How can you ensure that any crimes you’re planning won’t be investigated by the Federal Bureau of Investigations (FBI)? Make sure they’re politically incorrect:
In emails to a known terrorist, the man charged with killing 13 people in a 2009 attack at Fort Hood, Texas, expressed his support for suicide bombings and killing civilians — glaring signs that the FBI did not act on but should have, a report has claimed.
Army Maj. Nidal Hasan told a radical Islamic cleric that he advocated using suicide bombers and that he believed it was OK to kill civilians.

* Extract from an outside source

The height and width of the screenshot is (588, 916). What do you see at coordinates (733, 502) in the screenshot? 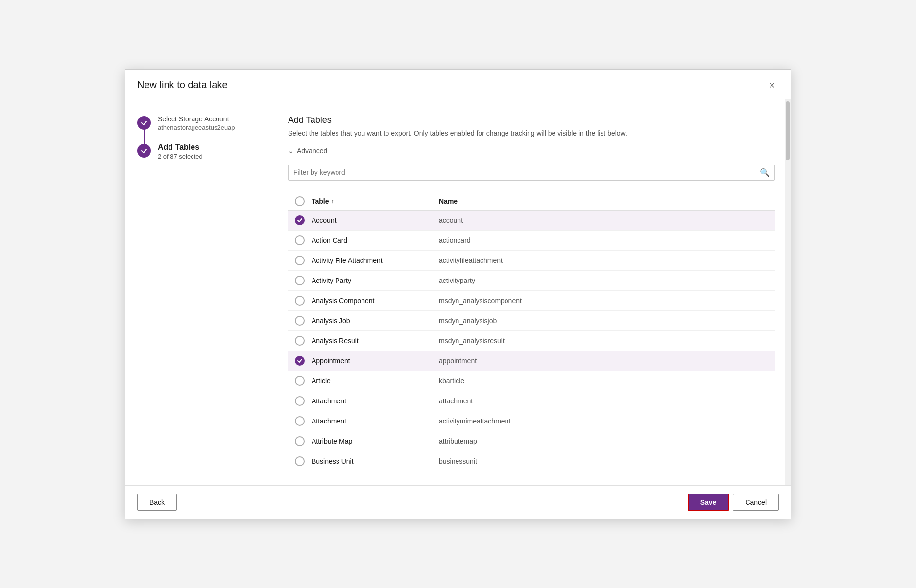
I see `footer-right: Save Cancel` at bounding box center [733, 502].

And the terrorist, Anwar al-Awlaki, a man well-known to the U.S. intelligence community, told Hasan in an email that the Army psychiatrist should keep his contact details handy.

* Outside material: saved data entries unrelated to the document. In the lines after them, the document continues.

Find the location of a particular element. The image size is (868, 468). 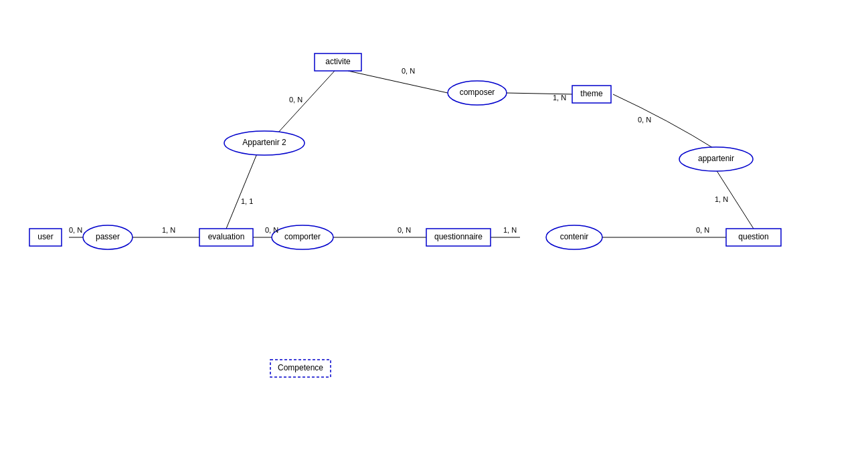

entity-appartenir-label: appartenir is located at coordinates (716, 158).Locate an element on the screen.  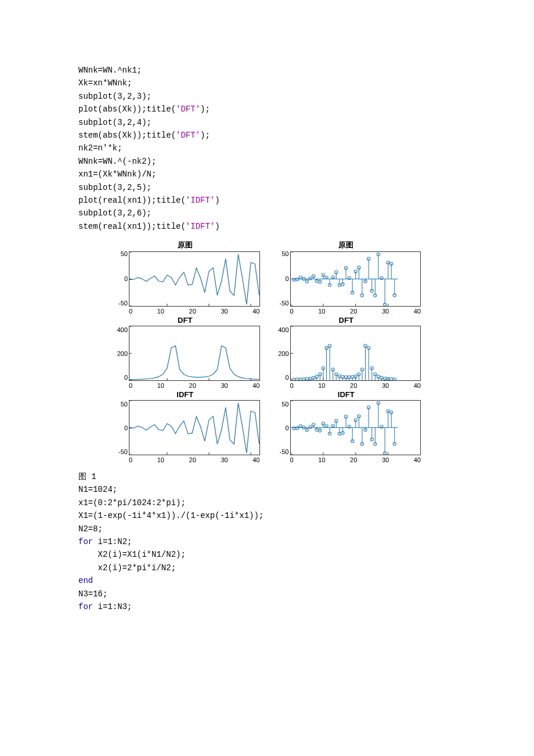
chart-dft_stem: DFT4002000010203040 is located at coordinates (347, 352).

But the agents on the FBI’s Washington anti-terrorism task force thought the issue of a Muslim soldier talking to extremists was too sensitive to bring up with the Defense Department, Rep. Michael McCaul said after he was briefed on the findings of the independent review on Wednesday.
‘It shows you the length of the political correctness stuff going on,’ he told the Associated Press.

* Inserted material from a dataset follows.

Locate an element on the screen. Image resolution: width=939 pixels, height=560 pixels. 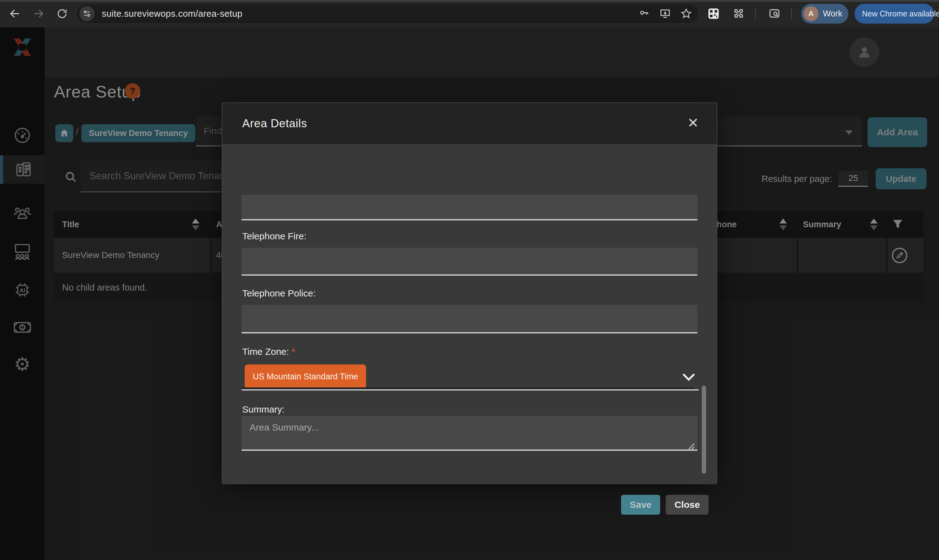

It’s kind of ironic that the FBI demanded more and more spying powers after 9/11, claiming they needed to spy on any foreign communications for the safety of the nation, only to received them and not use them. I guess manufacturing terrorist threats is more politically correct then pursuing existing threats that the FBI has actual evidence of.
The state has to be the only entity so incompetent that they can literally be handed unconstitutional powers to spy on American citizens, actually find a possible terrorist using said powers, and fail to act on it.